RAD will always be loading the form. Period. 😄

tony.kay19:10:09

but everything in RAD is pluggable...so, use the fo/machine option and plug in your own behavior

tony.kay19:10:43

maybe you've got a websocket and you're using some kind of server push sync to keep it up-to-date.

roklenarcic19:10:45

I’ll start with the usual case, optimize later as needed

roklenarcic19:10:21

And I have a fairly powerful caching mechanism with strong invalidation on server side if needed

tony.kay19:10:24

Philosophy of RAD: Give you something you can stand things up with very rapidly, but don't get into the combinatorial explosion of an option for every possible need: instead make it easy to escape the provided things as needed (incrementally where possible).

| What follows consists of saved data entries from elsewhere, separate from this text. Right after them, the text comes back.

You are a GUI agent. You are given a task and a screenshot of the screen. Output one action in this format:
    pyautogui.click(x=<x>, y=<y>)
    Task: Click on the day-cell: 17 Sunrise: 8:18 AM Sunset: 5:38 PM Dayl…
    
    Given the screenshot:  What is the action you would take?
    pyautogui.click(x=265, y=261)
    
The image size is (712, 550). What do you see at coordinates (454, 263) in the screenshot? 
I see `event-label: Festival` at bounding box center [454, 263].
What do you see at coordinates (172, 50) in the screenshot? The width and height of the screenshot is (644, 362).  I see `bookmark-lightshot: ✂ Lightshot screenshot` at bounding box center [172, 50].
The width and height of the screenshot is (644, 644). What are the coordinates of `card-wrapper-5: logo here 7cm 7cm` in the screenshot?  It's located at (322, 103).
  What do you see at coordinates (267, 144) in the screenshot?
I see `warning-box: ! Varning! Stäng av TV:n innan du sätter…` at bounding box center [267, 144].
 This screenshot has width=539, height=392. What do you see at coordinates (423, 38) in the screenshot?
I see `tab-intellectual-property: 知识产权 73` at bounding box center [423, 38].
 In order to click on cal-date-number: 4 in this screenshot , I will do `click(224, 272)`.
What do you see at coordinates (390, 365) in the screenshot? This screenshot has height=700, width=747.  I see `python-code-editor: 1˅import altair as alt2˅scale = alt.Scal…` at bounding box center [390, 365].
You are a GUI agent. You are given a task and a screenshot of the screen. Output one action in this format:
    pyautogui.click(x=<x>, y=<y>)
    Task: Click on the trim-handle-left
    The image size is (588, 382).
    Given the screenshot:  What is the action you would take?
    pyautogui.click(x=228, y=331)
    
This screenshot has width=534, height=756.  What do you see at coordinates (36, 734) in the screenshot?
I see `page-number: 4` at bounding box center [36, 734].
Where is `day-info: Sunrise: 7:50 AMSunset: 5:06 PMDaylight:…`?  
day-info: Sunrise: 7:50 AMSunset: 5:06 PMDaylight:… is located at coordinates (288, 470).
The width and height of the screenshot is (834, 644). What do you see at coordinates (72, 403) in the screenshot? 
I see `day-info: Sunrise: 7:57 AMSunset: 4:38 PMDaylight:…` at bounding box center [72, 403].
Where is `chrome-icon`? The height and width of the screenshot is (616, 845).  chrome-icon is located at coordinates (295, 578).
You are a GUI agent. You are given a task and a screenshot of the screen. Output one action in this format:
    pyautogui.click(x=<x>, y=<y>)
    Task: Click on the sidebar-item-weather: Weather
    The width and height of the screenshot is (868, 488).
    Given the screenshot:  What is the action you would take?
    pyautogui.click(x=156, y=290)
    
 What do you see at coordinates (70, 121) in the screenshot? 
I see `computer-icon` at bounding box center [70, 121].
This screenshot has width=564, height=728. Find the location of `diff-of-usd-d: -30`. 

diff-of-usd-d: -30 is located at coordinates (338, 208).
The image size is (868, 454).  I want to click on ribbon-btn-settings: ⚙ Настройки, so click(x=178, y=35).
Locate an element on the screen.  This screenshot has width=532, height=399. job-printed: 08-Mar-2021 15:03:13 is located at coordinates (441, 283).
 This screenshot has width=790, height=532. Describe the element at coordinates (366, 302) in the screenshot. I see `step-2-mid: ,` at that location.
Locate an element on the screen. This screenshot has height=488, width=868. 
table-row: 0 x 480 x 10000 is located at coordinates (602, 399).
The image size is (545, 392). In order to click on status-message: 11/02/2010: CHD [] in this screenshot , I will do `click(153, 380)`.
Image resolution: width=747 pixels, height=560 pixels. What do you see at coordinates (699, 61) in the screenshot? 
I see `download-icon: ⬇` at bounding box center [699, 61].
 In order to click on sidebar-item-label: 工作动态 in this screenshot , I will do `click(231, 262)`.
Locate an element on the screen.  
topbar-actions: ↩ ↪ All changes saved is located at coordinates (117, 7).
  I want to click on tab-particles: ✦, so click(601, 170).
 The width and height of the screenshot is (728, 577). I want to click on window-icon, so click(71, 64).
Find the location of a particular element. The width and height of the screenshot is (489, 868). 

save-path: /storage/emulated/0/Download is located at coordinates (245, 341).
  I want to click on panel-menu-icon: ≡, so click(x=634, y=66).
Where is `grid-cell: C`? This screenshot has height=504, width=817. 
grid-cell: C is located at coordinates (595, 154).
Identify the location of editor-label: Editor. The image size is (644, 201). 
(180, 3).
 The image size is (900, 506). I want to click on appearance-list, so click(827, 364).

Behavior is a pluggable UISM. Rendering: just write your own body (it's just a defsc with helpers). etc.

roklenarcic20:10:10

I am trying to spice up my form title a bit with an icon, but it produces unwanted placement of form buttons:

fo/title (fn [_ {:keys [::m.user/name ::m.gen/email]}]
              (comp/fragment
                (ui-icon {:name "user"})
                (dom/div :.content (str name " (" email ")"))))
   
Produces:

roklenarcic20:10:37

seems like floating doesn’t work too well here

tony.kay21:10:50

There are some SUI options you can tune to tweak classes, but the idea is that you can create your own automatic layouts if you don't like those supplied. You can always take control of rendering in many different ways (custom UI plugin, write the body of the component, etc.). The intention for RAD generated UI is to be "good enough" for internal use and maybe alpha...refinement is up to you.